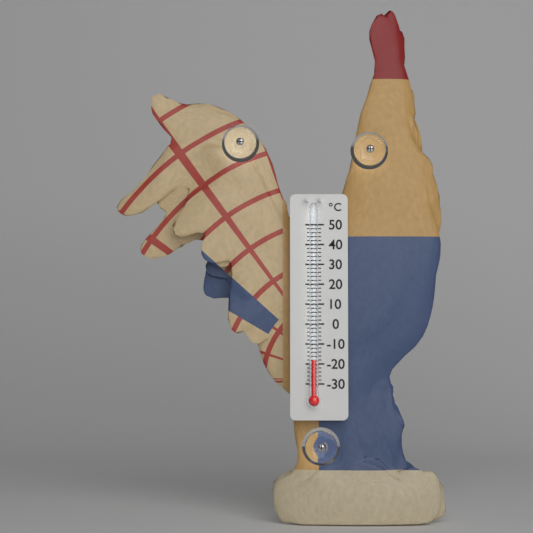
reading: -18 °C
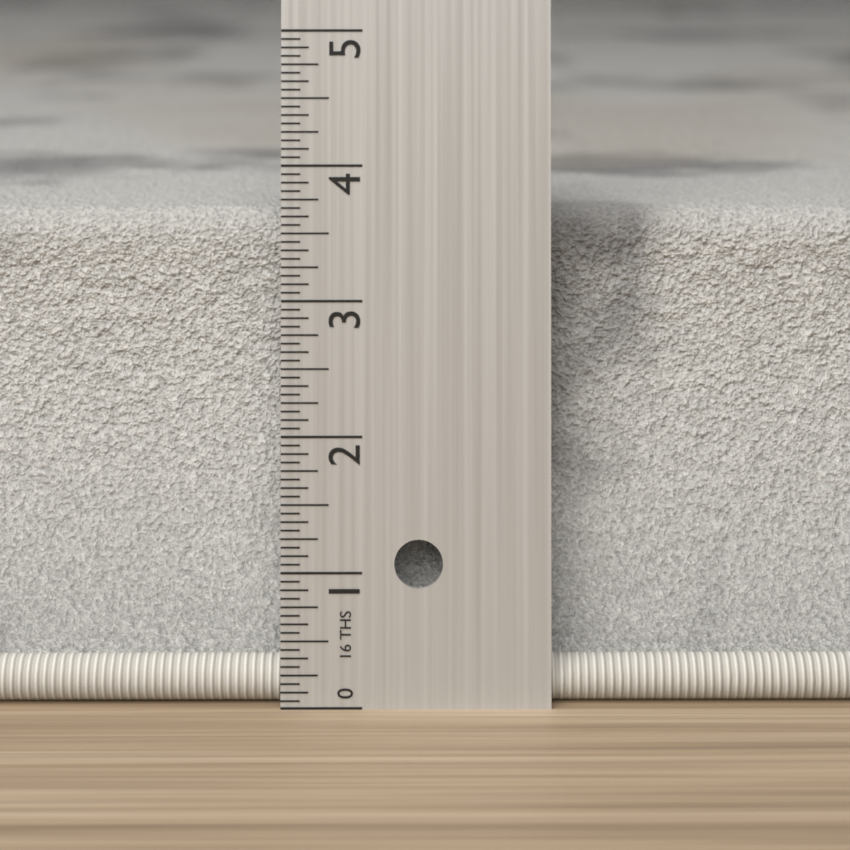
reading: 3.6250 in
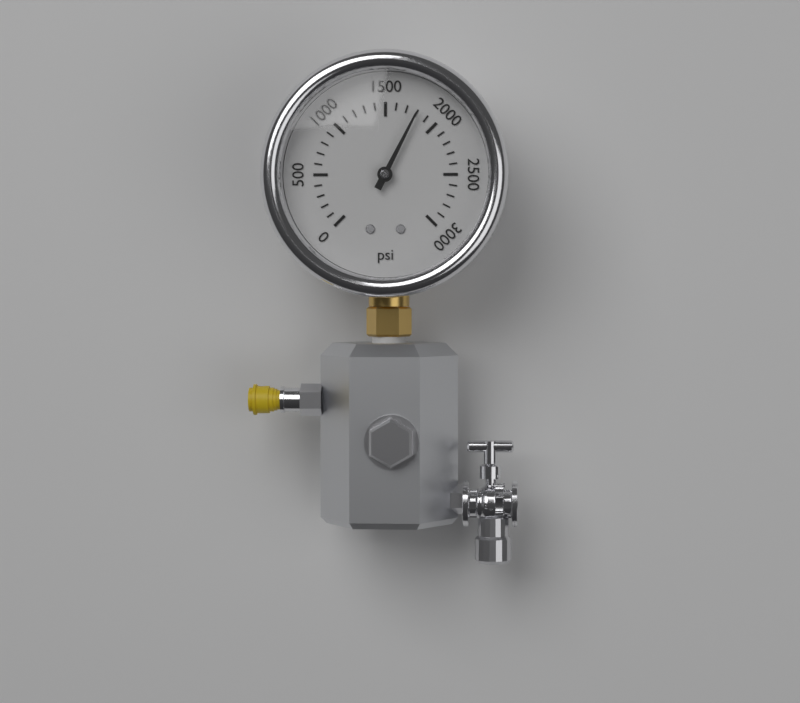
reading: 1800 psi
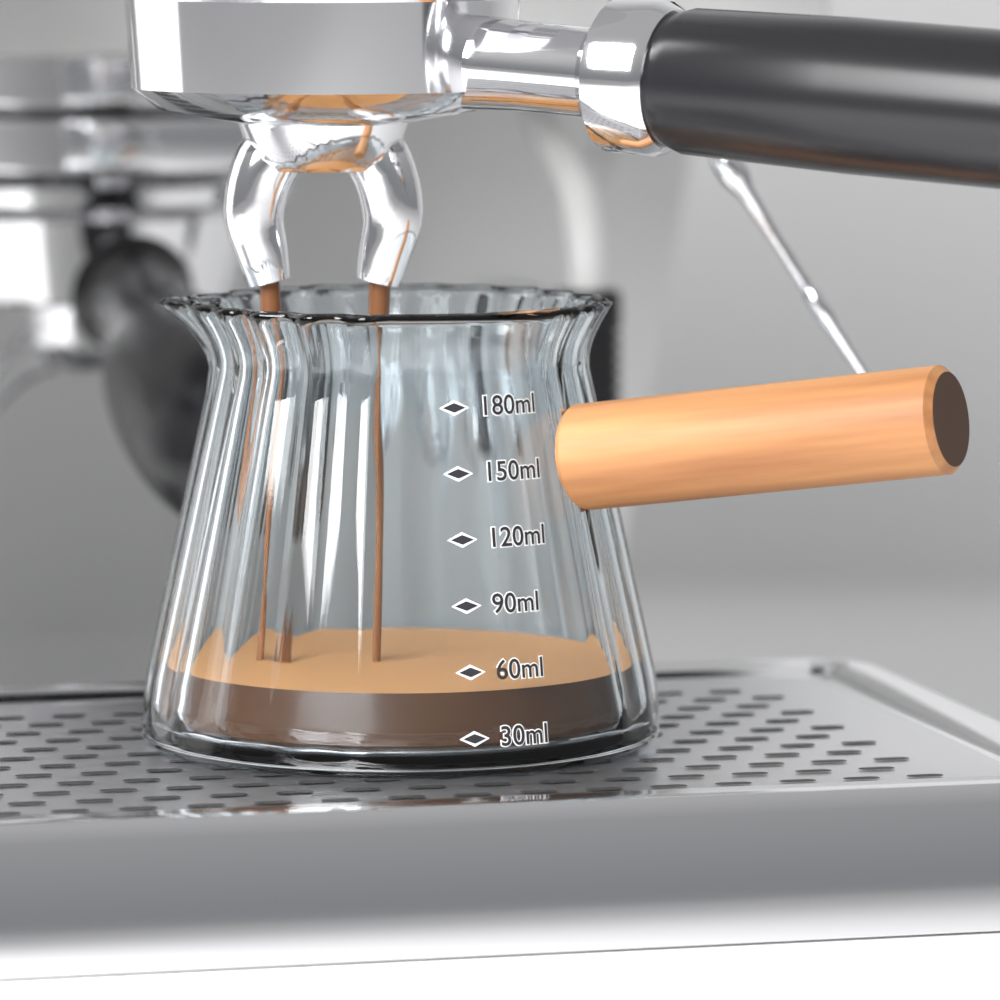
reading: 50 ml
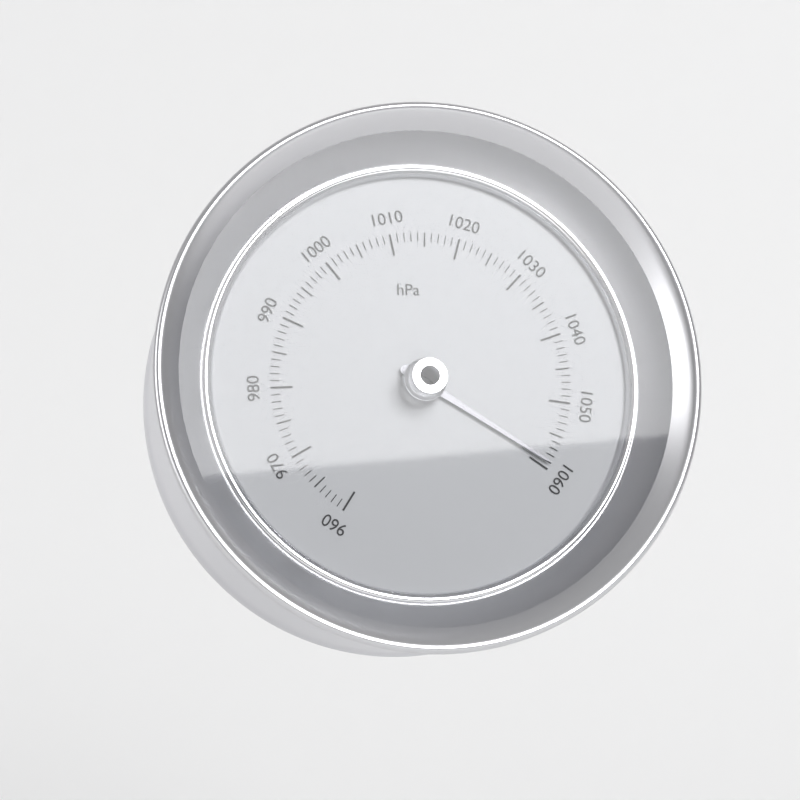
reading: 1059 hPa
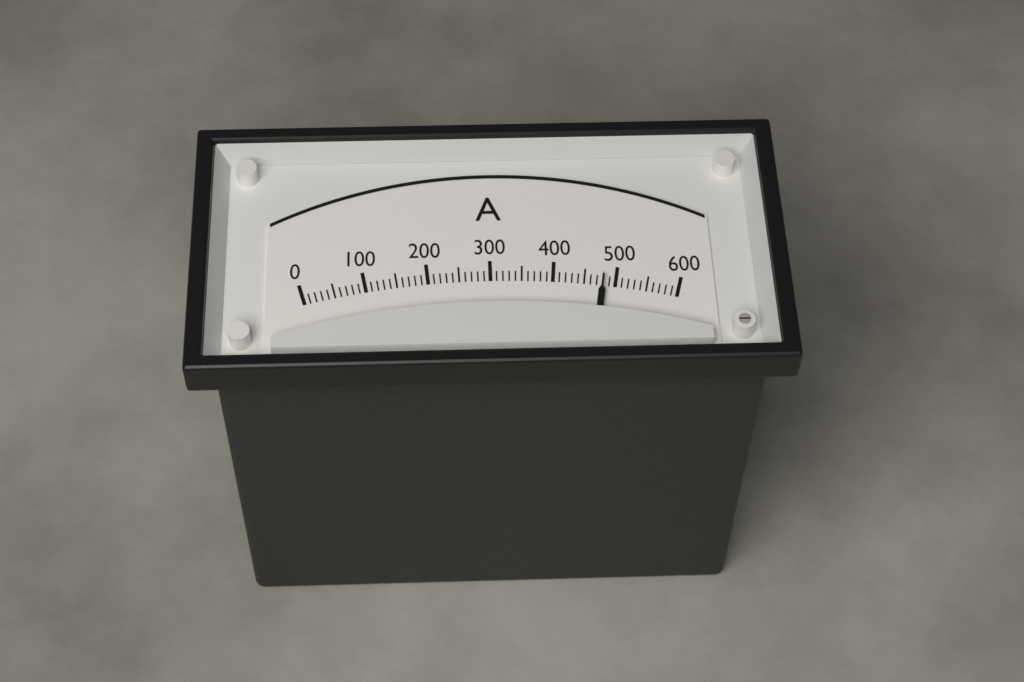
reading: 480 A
· · · · · · ·
WHAT YOU WILL DO.
Retype the entries exactly, skipping every picture.

RESULT FOR THIS EXERCISE.
reading: -18 °C
reading: 3.6250 in
reading: 1800 psi
reading: 50 ml
reading: 1059 hPa
reading: 480 A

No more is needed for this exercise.